Monday, May 17, 2010

"Is common carrier a useful construction?" (For telco regulation nerds)

The US Federal Communications Commission has an interesting history. It came into being in the 1930s and picked up interstate aspects of telecommunications that had previously been regulated by a more generic interstate commerce regulator. The deregulatory thrust of the 1996 Telco Act created a distinction between telecommunications and information services, with the former included in the FCC remit and the latter not.

The FCC Chairman has recently announced a change in its approach to broadband which had been classified as an information service and hence not subject to the full regulatory powers of the FCC. The announcement is that the transmission component of the access service as a telecommunications service. I find this interesting because I thought the distinction between the two was legislative in definition not just in application, though I suspect the narrow conception will meet legal challenge.

The decision was covered in an excellent article in this week's The Economist. It points out that some of the underpinning theory of telco regulation in the US was based on the concept of "common carrier" which has a long history dating back to road freight by carts. We forget sometimes that the European market and formr British colonies have little history of regulating private sector telcos as the model was primarily about service delivery through legislatively mandated monopoly 'PTTs' (Post Telegraph and Telecommunications authority).

Th article also provides a reference to this article by James Speta. In this article Speta neatly summarises in one sentence the justification for "common carrier" rules;

Common carrier duties have been imposed based variously
upon theories of de facto and de jure monopoly, on the theory that the
enterprise had become “essential,” and upon theories that the enterprise
was publicly concerned in a particular manner.


The monopoly or market power argument is well known and is the only real basis in Australia's telco regime for economic regulation. It can be argued that the three limbs of the Long-Term Interest of End Users test (promote competition, efficient investment and any-to-any conectivity) can be derived from each other, and that promoting competition, where efficient (i.e. beyond the natural monopoly element) is the policy objective.

The concept of the service being "essential" in the common carrier case is not essential facilities doctrine as we are familiar with it in anti-trust - it is not about star-posts being essential for fencing, or PSTN access and egress being essential for long distance telephony. It is that communications services are essential to all other trade and commerce and social engagement. As a consequence it is right and proper that Government regulate to make sure the services are available to all.

The final element is that the enterprise usually obtaind public concessions. In the telco case it is the Low Impact Facilities exemption from planning, and the ability to use public land to string wires and glass. In the road transport case it is publicly maintained roads.

There would appear to be good reasons to embrace common carrier doctrine for communications services generally. Perhaps a greater focus on the wider context than just monopoly might have helped develop a market structure within which a return to Government ownership of key elements (the NBN) was uneccessary.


Exercise aim :: Each time a line of the listing holds "down", copy that line.

Data shown ::
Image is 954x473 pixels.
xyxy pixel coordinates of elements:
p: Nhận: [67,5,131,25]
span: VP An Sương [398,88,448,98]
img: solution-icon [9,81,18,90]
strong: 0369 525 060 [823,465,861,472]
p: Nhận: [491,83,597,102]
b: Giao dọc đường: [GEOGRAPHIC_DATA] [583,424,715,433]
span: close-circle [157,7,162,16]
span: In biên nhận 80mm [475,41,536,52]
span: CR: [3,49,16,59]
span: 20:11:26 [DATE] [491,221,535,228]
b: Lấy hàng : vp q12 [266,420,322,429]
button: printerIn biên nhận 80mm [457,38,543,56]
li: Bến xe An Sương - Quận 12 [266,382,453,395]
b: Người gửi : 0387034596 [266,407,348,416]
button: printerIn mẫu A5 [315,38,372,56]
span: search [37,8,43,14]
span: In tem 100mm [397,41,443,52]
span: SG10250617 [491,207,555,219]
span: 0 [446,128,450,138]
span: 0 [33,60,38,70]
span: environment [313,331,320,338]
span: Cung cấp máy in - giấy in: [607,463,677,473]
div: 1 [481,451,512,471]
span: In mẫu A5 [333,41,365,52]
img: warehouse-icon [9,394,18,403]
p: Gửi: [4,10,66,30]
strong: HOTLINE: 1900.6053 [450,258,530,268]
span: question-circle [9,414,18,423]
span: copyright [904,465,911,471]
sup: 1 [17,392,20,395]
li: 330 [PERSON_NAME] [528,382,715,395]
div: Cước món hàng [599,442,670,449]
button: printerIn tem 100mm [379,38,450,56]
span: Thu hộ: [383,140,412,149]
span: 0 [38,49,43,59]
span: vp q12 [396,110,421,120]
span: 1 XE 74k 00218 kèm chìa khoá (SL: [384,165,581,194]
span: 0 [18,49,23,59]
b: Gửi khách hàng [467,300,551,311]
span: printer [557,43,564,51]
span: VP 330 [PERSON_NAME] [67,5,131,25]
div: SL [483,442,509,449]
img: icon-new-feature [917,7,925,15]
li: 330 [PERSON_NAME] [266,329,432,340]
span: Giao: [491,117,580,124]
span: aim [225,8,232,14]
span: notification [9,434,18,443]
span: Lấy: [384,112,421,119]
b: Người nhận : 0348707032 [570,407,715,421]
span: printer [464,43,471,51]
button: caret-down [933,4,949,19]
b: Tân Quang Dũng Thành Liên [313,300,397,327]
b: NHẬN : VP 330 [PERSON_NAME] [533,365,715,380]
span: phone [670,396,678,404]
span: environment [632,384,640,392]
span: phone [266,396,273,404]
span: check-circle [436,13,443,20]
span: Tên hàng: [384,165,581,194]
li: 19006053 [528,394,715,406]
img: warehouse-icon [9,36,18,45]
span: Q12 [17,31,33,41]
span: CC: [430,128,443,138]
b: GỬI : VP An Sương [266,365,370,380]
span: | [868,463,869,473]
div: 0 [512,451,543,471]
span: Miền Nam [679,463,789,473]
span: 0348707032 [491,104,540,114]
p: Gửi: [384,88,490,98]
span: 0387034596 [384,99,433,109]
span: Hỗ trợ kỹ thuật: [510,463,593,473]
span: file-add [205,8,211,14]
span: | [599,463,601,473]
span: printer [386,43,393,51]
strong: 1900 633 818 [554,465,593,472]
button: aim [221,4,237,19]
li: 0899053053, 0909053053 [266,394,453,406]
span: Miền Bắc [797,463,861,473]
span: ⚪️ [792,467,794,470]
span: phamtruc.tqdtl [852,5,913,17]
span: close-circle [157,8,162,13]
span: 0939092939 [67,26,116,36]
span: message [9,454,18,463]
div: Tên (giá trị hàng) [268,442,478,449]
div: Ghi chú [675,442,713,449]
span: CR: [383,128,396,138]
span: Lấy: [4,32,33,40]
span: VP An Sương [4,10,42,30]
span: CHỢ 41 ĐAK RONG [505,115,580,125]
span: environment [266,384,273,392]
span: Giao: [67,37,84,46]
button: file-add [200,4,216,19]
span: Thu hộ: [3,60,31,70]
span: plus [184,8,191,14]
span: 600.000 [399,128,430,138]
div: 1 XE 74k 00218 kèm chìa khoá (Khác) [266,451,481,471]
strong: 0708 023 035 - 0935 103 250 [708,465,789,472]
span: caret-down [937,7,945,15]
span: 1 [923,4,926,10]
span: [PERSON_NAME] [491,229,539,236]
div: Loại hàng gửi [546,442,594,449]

Response to the exercise ::
button: caret-down [933,4,949,19]
span: caret-down [937,7,945,15]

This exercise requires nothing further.